For embedded/industrial applications the future is in domain-specific operating systems that are JEOS by virtue of not compling unneeded syscalls. OSes like Linux have way too many ABIs and internal machinery that just aren't necessary for headless systems and merely opens a huge attack surface by default... Even with make menuconfig stripped .config, there's still a ton of extra bells and whistles.
In a positive direction, it would be nice to be able to be able to strip out more functionality and still produce a functional kernel. Unfortunately, I don't think this is scalable with autotools or any configuration management setups without having more #ifdefs than code. Haskell could be a good candidate for such a kernel framework, but I'm sure there are other functional and imperative languages that have better complex configuration mgmt support with formal verification.

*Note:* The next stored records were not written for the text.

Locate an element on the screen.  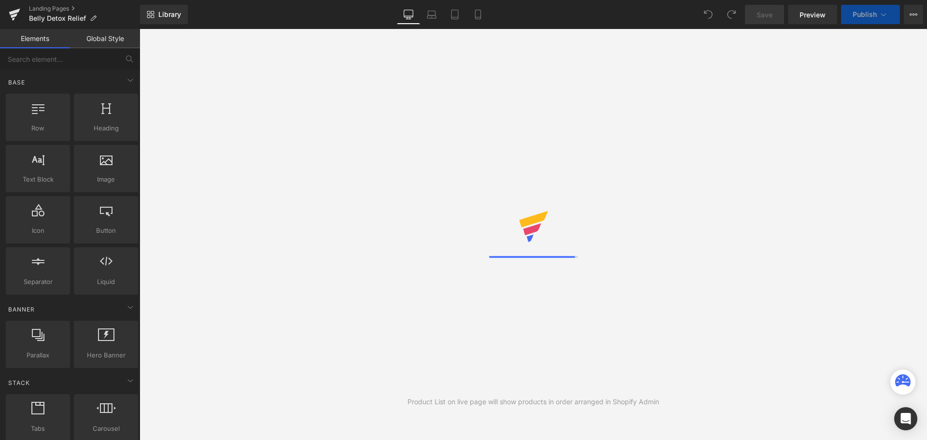
button: More is located at coordinates (913, 14).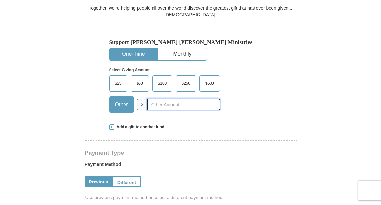 The image size is (381, 205). What do you see at coordinates (129, 70) in the screenshot?
I see `strong: Select Giving Amount` at bounding box center [129, 70].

Recently I've been thinking we need a "Device Driver Linux" distribution which can sit off to the side in systems like this or Xen, and just provide access to devices through careful external channels (although there's things like NFS you might want to use...).

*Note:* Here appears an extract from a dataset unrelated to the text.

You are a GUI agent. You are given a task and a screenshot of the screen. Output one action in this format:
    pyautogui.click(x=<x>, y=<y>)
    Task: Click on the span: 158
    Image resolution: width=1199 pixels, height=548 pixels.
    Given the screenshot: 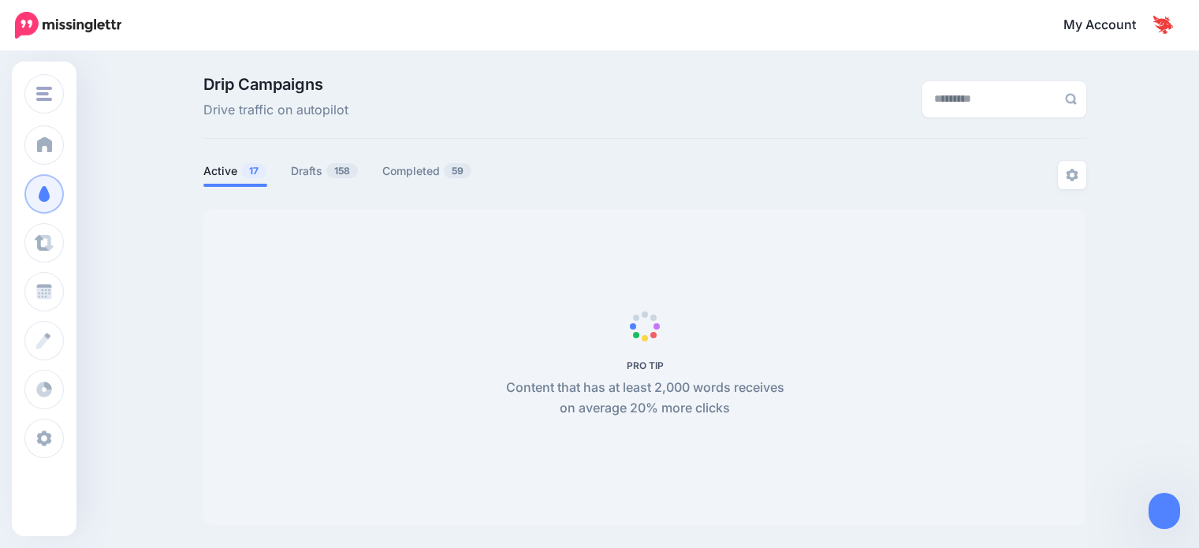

The attack surface will still be huge, but perhaps by such hiding you can make it too hard for an attacker to actually get to it.

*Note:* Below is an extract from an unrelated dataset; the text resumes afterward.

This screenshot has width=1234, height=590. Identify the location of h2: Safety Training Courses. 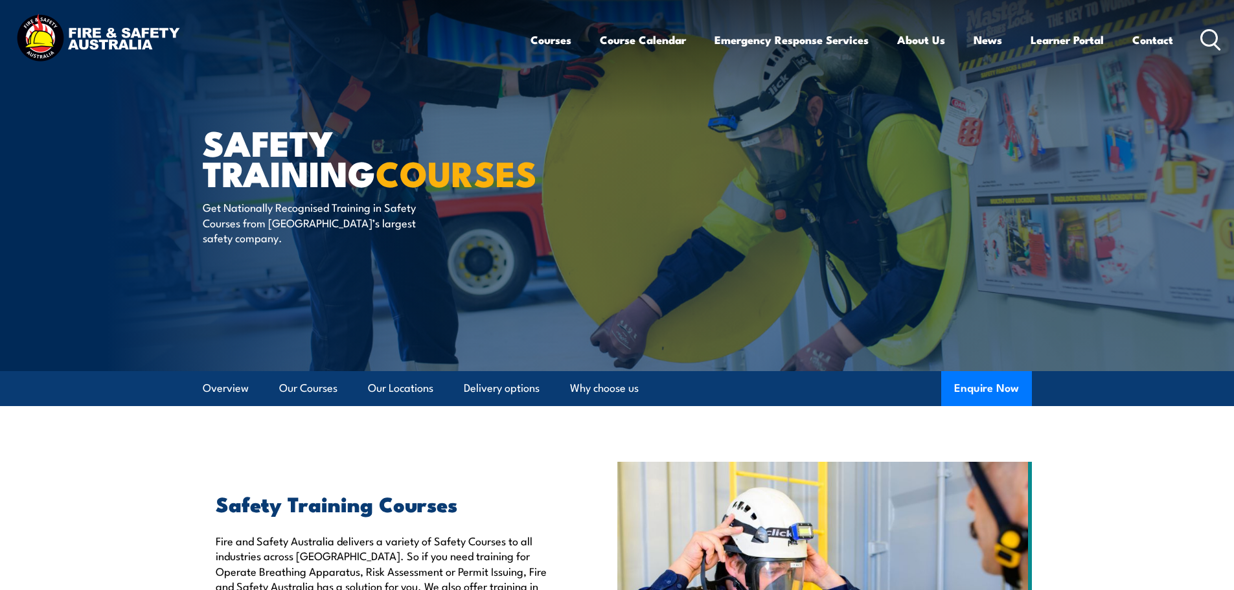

In a positive direction, it would be nice to be able to be able to strip out more functionality and still produce a functional kernel. Unfortunately, I don't think this is scalable with autotools or any configuration management setups without having more #ifdefs than code. Haskell could be a good candidate for such a kernel framework, but I'm sure there are other functional and imperative languages that have better complex configuration mgmt support with formal verification.